One of the books I was reading to them was about a wonderful group of ladies during the Civil Rights Movement.  They were called “nowhere.” They literally named themselves, “the group from nowhere.”


They pretty much single-handedly raised the funds needed to sustain the Montgomery Bus Boycott protesters and leaders. Through baking pies and cakes, selling food- hosting leaders like Martin Luther King Junior at their home- they were able to feed hundreds of hungry people and raise thousands of dollars during this time period.


And they were pretty much stayed anonymous- naming themselves “nowhere”. So that when people would ask, “Where did you get this money? Where did you get these funds? Where did you get this new station wagon from?” They said “nowhere.”


I was moved to tears- reading this story.  We have this group of women, risking their lives, risking their family (they could be thrown in Jail and lose their homes) to cook for a cause.  They risked their own health and family to bake for thousands of hours- over a hot stove to raise money for an illegal cause.


It’s was just such an amazing story.


This week, I am meditating on Leviticus 24. In order to bring the prescence into the Tabernacle- they had an entire group of priests whose only job it was to bake the bread of the presence in the Holy Tabernacle-the shewbread DAILY.  There weren’t machines that you just throw the stuff in, you press a button and you throw it in the oven and done.


Everything was made through grueling energy and time. Measuring the flour, grinding the flour, milling, heating the oven, hand-cutting all the wood, kneeding the dough for hours of time.


We don't realize how we can bring God's presence into a situation, how we can affect change in our work, our school and our family.


Bringing God’s life-giving presence  is sometimes just through simple things.


Maybe for you- every single morning. You get up And you bring worship music into the home while you make coffee.


I get breakfast, I clean the dishwasher, I have the music playing. The worship music gets playing before my kids even get up. That way I bring God's presence into the home.


And this is what I like to call “baking the Shewbread of the Presence”- my daily routine of the small ways that I can meet in God’s presence.


What's going to make the difference in this world?


The presence of God.


It’s going to change your city, your kids, your environment and your work.  What are you doing to make the bread of the presence? How do you to bring in His presence?


If that means playing worship music in the car on your way to work, if that means praying over your kids before they go to school- do that.

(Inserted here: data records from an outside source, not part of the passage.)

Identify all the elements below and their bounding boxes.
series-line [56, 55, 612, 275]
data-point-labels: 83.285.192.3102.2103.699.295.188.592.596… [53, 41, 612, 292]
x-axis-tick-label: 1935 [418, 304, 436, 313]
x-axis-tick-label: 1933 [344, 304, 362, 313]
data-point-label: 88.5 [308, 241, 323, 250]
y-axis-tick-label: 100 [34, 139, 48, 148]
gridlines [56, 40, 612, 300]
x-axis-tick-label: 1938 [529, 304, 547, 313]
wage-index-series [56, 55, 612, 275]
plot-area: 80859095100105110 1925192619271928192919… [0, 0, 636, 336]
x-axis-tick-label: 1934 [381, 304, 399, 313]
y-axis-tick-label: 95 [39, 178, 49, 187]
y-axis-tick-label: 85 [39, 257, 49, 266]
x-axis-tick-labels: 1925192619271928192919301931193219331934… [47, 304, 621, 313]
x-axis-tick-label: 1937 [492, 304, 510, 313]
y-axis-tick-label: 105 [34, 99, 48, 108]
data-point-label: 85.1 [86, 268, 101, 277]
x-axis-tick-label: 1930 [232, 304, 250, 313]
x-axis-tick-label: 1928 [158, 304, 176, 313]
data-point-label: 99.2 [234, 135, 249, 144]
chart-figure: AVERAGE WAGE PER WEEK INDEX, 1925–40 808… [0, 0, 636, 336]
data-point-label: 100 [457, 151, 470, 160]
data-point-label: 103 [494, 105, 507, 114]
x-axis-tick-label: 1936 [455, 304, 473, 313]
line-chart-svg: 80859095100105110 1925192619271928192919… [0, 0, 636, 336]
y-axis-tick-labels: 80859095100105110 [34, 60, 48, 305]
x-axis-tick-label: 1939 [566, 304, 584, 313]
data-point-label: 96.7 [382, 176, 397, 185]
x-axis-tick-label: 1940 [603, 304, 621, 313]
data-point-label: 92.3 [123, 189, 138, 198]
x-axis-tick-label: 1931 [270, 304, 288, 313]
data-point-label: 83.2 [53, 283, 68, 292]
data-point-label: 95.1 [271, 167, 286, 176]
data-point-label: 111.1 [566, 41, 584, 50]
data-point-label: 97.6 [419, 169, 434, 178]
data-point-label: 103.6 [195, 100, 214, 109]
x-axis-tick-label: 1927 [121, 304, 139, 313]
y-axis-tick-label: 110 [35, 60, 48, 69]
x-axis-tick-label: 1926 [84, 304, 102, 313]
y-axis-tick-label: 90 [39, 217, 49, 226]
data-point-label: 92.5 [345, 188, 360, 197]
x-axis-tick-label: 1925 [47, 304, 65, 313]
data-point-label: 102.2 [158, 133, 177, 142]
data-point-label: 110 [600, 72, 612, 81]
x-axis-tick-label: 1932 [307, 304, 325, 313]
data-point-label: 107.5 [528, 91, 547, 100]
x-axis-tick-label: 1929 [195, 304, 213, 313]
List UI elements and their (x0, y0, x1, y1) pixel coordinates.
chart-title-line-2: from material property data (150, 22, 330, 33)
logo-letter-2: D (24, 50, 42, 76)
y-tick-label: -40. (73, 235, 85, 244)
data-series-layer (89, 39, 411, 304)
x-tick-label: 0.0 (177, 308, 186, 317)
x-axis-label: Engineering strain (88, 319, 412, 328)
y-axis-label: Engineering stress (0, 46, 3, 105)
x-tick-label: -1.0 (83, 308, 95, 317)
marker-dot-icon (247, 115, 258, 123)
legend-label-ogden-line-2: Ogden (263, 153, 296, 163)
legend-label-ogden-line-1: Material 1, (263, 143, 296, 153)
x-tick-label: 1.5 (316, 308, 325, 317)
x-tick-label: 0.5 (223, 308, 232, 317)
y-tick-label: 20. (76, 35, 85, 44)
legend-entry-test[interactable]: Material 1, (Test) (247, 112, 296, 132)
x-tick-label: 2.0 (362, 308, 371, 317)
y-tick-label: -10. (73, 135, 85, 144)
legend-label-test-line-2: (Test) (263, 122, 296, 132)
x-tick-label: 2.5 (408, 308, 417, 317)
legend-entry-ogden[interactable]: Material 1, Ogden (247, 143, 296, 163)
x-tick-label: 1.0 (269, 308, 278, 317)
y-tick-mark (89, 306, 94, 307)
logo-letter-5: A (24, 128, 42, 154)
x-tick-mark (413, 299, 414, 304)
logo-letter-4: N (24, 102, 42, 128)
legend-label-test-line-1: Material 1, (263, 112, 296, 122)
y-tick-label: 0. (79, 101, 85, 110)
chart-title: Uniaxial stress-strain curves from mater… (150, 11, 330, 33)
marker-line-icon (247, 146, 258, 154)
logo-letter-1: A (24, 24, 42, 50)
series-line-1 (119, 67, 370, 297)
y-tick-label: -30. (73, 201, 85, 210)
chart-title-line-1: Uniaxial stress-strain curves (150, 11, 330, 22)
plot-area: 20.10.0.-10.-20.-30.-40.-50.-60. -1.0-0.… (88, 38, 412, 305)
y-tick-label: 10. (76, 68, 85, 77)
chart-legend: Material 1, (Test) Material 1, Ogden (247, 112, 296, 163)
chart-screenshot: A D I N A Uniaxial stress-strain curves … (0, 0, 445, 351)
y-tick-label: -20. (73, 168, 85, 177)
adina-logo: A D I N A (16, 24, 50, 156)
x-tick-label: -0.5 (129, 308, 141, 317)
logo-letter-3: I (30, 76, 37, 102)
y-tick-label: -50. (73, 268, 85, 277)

These things are so important.


Just like these women in the Civil Rights Movement- how they were just anonymous, behind-the-scenes, doing all these things.


You never hear about these ladies.

You don't Know most of their names. But yet they fed and gave money to an effort that now changed history. They didn't know they were changing history at the time. They were just baking their bread.

They were baking their pies. They were baking the essentials to feed the Civil Rights Movement behind closed doors.  They weren't even seen or talked about until this book came out.


I was just thinking how many times as women especially- we are not seen.  We are behind-the-scenes in our houses.  We are just cooking, cleaning and doing some of these things.


God's presence can enter into your home, into your life-just by you-working for the Lord. Knowing that you're doing it for Him and His glory.